Controversial hydro-electric project is eroding the Yangtze river banks
China’s Three Gorges Dam could cause environmental disaster unless preventative action is taken, the country’s state-owned media has warned.
Xinhua news quoted officials as saying landslides and pollution were among the “hidden ecological and environmental dangers concerning the Three Gorges Dam.”
The controversial dam in central Hubei province is the world's largest hydro-electric project.
The damn, which will be fully operational in 2009, promises to provide electricity for China’s booming economy and help control flooding on the Yangtze river.
However, according to the report, rising waters in the reservoir behind the dam are eroding the Yangtze’s banks, causing landslides which create waves of up to 50m high.

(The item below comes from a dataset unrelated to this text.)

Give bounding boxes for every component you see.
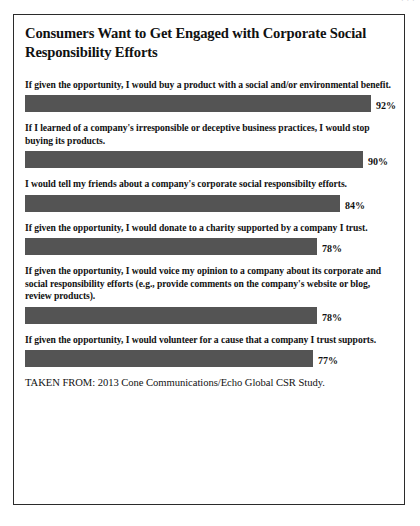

Pollution has also worsened because the river is flowing too slowly to get rid of toxins.
Li Chunming, vice governor of Hubei province, was quoted as saying that more frequent outbreaks of algae were affecting tributaries of the Yangtze.
The most recent coverage in the state-owned press is in stark contrast to earlier reports which upheld the hydro-engineering project as a national triumph and sign of China’s progress.
Wang Xiaofeng, the director in charge of building the dam, reportedly said: “We cannot win by achieving economic prosperity at the cost of the environment.”